Senior Trump administration officials met Aug. 30 with various infrastructure stakeholders including executives from 27 state departments of transportation, as the administration continues to develop plans for a major investment proposal, according to the AASHTO Journal.

Addressing the estimated 150 visitors were Transportation Secretary Elaine Chao and Budget Director Mick Mulvaney, Special Assistant to the President for Infrastructure D.J. Gribbin and Alex Herrgott, the White House Council on Environmental Quality’s associate director for infrastructure.

While Trump campaigned on a pledge to propose $1 trillion in new spending on infrastructure, and often cited transportation investment needs, his administration has so far said it wants to use $200 billion in direct federal funding over a decade to leverage an additional $800 billion in state, local and private investment.

At a part of the Aug. 30 meeting that was open to press coverage, The Hill reported that Mulvaney said the administration now wants to break the president’s infrastructure package into three pieces, and that “the largest piece of the package is going to be wrapped around incentives” to woo nonfederal investment.

The budget chief also said that “we’re talking about targeting some of the money just for rural projects,” and some of the direct federal funding on “transformative” projects that use new ways to build infrastructure.

Reuters reported that Chao said the plan is not yet final but that states and cities that secure some private-sector financing “will be given higher-priority access to new federal funds.”

And Mulvaney, Reuters said, told the group that the administration wants to give states and cities “incentives to move stuff you might own off of your books and into the private sector,” which he said would result in them “getting more money to do new stuff.”

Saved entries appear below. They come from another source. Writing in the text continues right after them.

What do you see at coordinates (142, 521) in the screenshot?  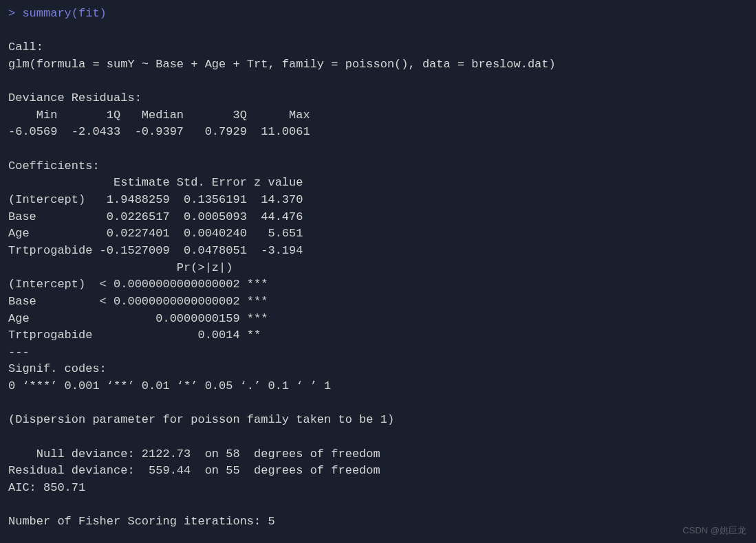 I see `fisher-iterations-line: Number of Fisher Scoring iterations: 5` at bounding box center [142, 521].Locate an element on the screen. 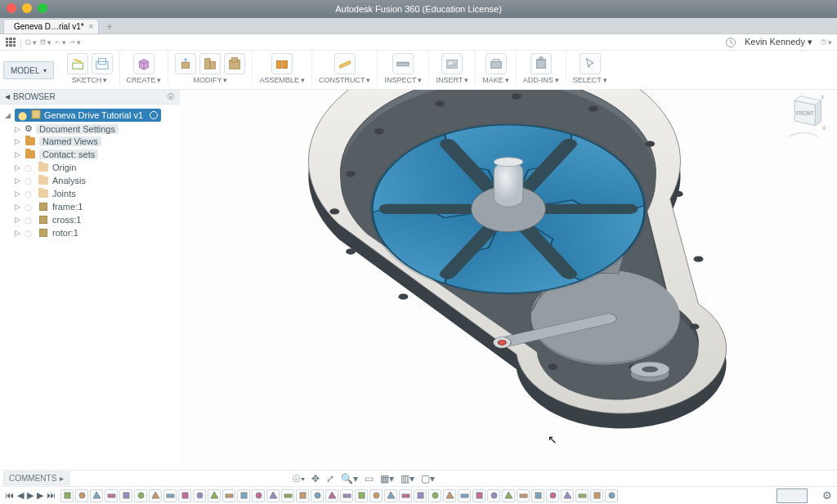  ribbon-group-label: SKETCH is located at coordinates (90, 80). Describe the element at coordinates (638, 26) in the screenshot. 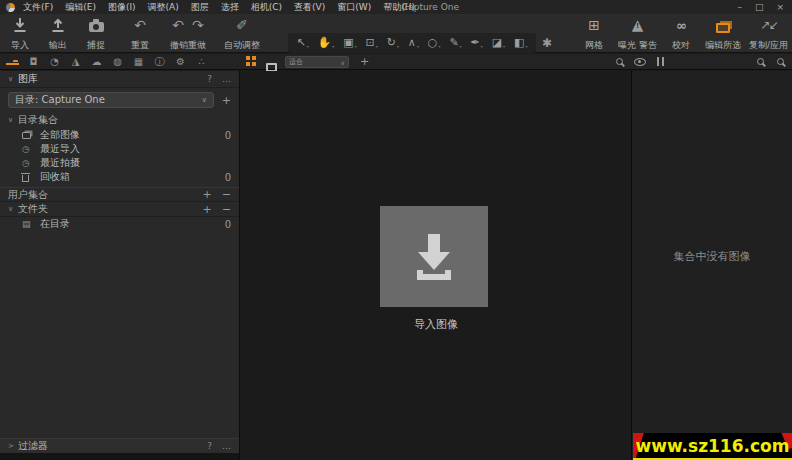

I see `warning-triangle-icon: ▲!` at that location.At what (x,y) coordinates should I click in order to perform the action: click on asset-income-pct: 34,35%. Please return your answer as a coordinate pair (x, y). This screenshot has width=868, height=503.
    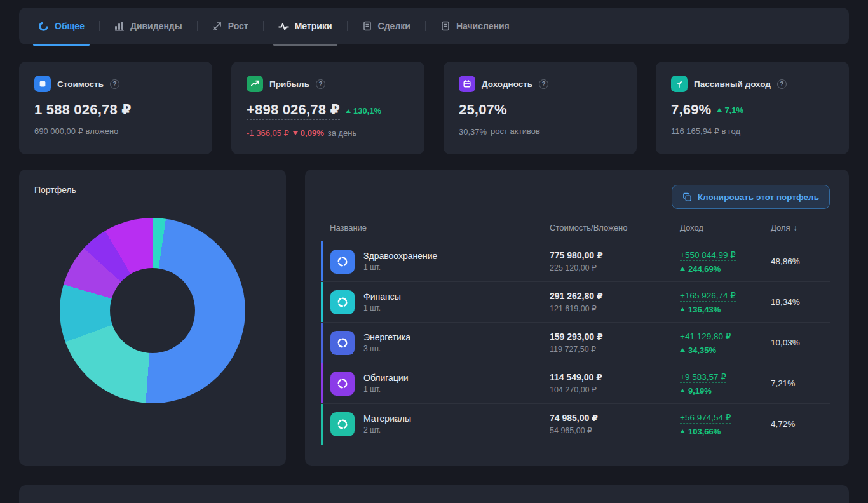
    Looking at the image, I should click on (726, 351).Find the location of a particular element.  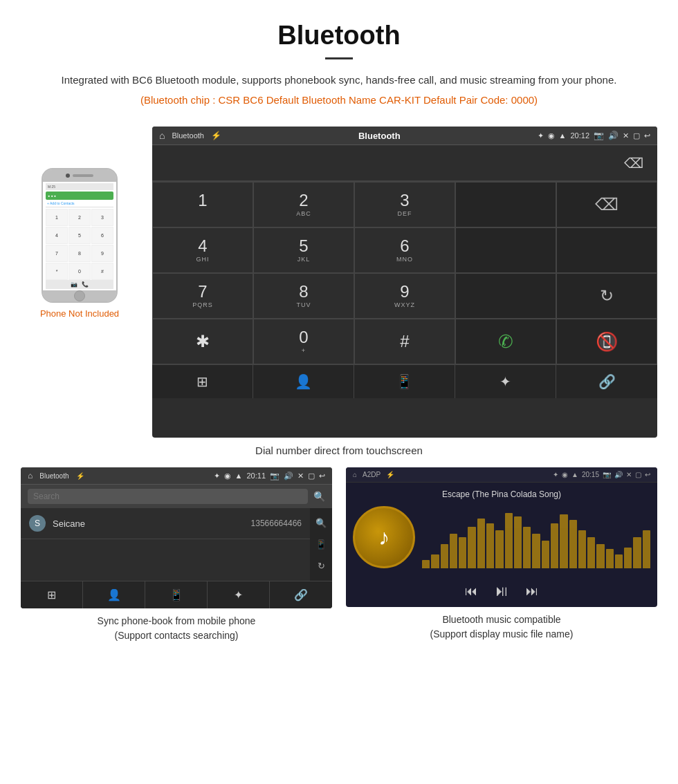

refresh-key: ↻ is located at coordinates (607, 296).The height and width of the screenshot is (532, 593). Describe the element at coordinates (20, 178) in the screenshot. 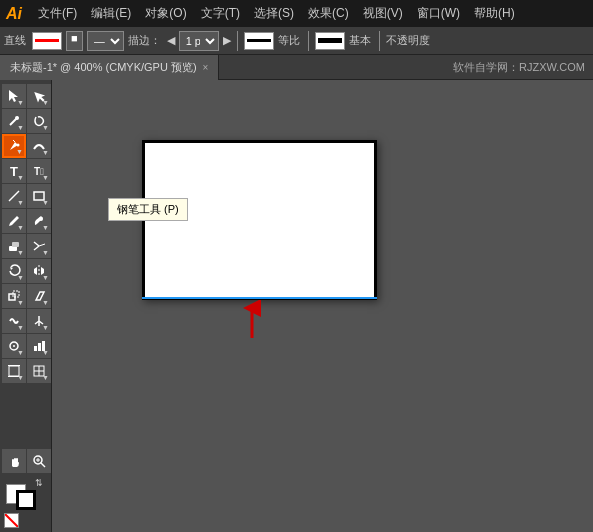

I see `arrow-7: ▼` at that location.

Ahead of the meeting, some state DOT executives gave Transportation TV their views on the talks with the administration on its still-developing proposal.

“I think it’s great that they’ve been engaging with us,” said Maine DOT Commissioner David Bernhardt, adding that the Trump team has brought in state agency officials several times.

Noting the role those state officials play in routing infrastructure dollars into actual projects, he said the administration’s engagement “sets a good tone, because we’re the ones who are going to make it happen . . . we’re the ones who put the projects out.”

William Panos, director of the Wyoming DOT, said he wanted to encourage Trump officials to “continue their work toward regulatory reform” and toward “a budget which will focus on formula-based funding and some discretionary funding as well.”

Panos said that for a largely rural state like Wyoming, federal formula funding – which is disbursed through the federal-aid highway program – is “particularly important” to helping WYDOT maintain its highway system, while federal discretionary funds like grants for specific projects can help as well.

South Carolina Transportation Secretary Christy Hall noted that her state through a recently passed revenue measure is adding more funding of its own for transportation improvements. It is, she said, “a good amount of state funding being brought to the table, and we’re anxious to see what the president has at the federal level to help bring the pieces of the puzzle together for us in South Carolina.

And Shailen Bhatt, the Colorado DOT’s executive director, emphasized that transportation investment needs cross party lines. “I feel like this is, hopefully, one area where Democrats and Republicans can come together to say infrastructure is a bipartisan issue. And so, whatever the vehicle is . . . hopefully we can find a path forward.